Atos in the spotlight with digitally enabled vertical use cases
SyntBots allow Atos to differentiate at points of disruption as the company gradually expands revenue share from digital services
A year ago, Atos aimed for Digital Transformation Factory (DTF) revenues to contribute 30% of the company’s total sales in 2018 and 40% in 2019. Atos hit that goal in 2018, and TBR expects Atos will reach its target for 2019 as well. TBR believes the transparency and visibility around Atos’ DTF portfolio make it a more believable use case compared to the offerings of industry peers, many of which fold digital services under a rather broad umbrella that encompasses legacy capabilities. Atos’ realistic outlook around DTF enables the company to provide guidance for digital services to grow at a CAGR of 2% to 3% through 2021, a goal that TBR believes the company will hit, especially as the recently acquired assets from Syntel, such as SyntBots, enhance Atos Codex (one of DTF’s four pillars) capabilities around AI and automation.
With SyntBots in place, Atos has certainly broadened its addressable market to better compete for digital services at scale across both IT and OT. Integrating traditional tools along with AI and machine learning, SyntBots allow Atos to reduce the complexity of clients’ IT architectures, providing the typical benefits of automation including cost reduction. TBR believes the true benefit, however, will stem from Atos’ ability to convince clients to reinvest cost savings in other areas, with Atos remaining the prime IT services vendor. According to TBR’s 4Q18 Digital Transformation Customer Research, extension remains the most natural jumping-off point to DT initiatives, as enterprises can experiment with disruptive technologies within familiar business operations, see their value in generating new business insights, and then use those insights to reimagine processes.

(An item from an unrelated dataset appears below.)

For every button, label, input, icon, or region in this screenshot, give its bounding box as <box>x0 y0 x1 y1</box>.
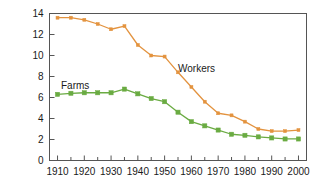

SyntBots’ Automated Operations and Product Engineering capabilities create additional entry points, which are needed to take advantage of with the “extension” phase of DT. Atos can engage with multiple CxOs at a single client to become aware of DT initiatives happening outside the CxOs’ current engagements and to stay top of mind when those initiatives move to the front burner — if not as the primary provider due to lack of a certain specialized capability, then as the conduit to a partner that can address the next initiative. While points of arrival to new technologies, such as AI and cloud, are rather common, we believe points of departure and points of disruption are areas where Atos has an opportunity to differentiate. Using legacy systems to build a repository of knowledge, rather than to just manage clients’ technical debt with the assistance of AI, is one way for Atos to compete at speed for DT-related opportunities.
While rivals such as Accenture (NYSE: ACN) maintain similar platforms, such as myWizard, Atos’ position as a “silent assassin within the North America market,” as Atos North America CEO Simon Walsh termed it, could certainly catch rivals by surprise and enable Atos to overdeliver in its digital services performance.
For the fourth consecutive year, Atos held its annual Global Analyst Conference in Boston, where the company continued to emphasize expansion in North America and the diversification of its global revenue base, as well as its desire to be closer to the U.S.-based IT industry analyst community. The company covered core areas of its three-year plan — codenamed ADVANCE 2021, which stands for “Atos Digital Value Advancing Customer Excellence” — and underscored its strategy to enable customers’ digital businesses by providing secure, data-driven ecosystems of multiple infrastructures, industry-specific services and technologies, and smart data platforms and services.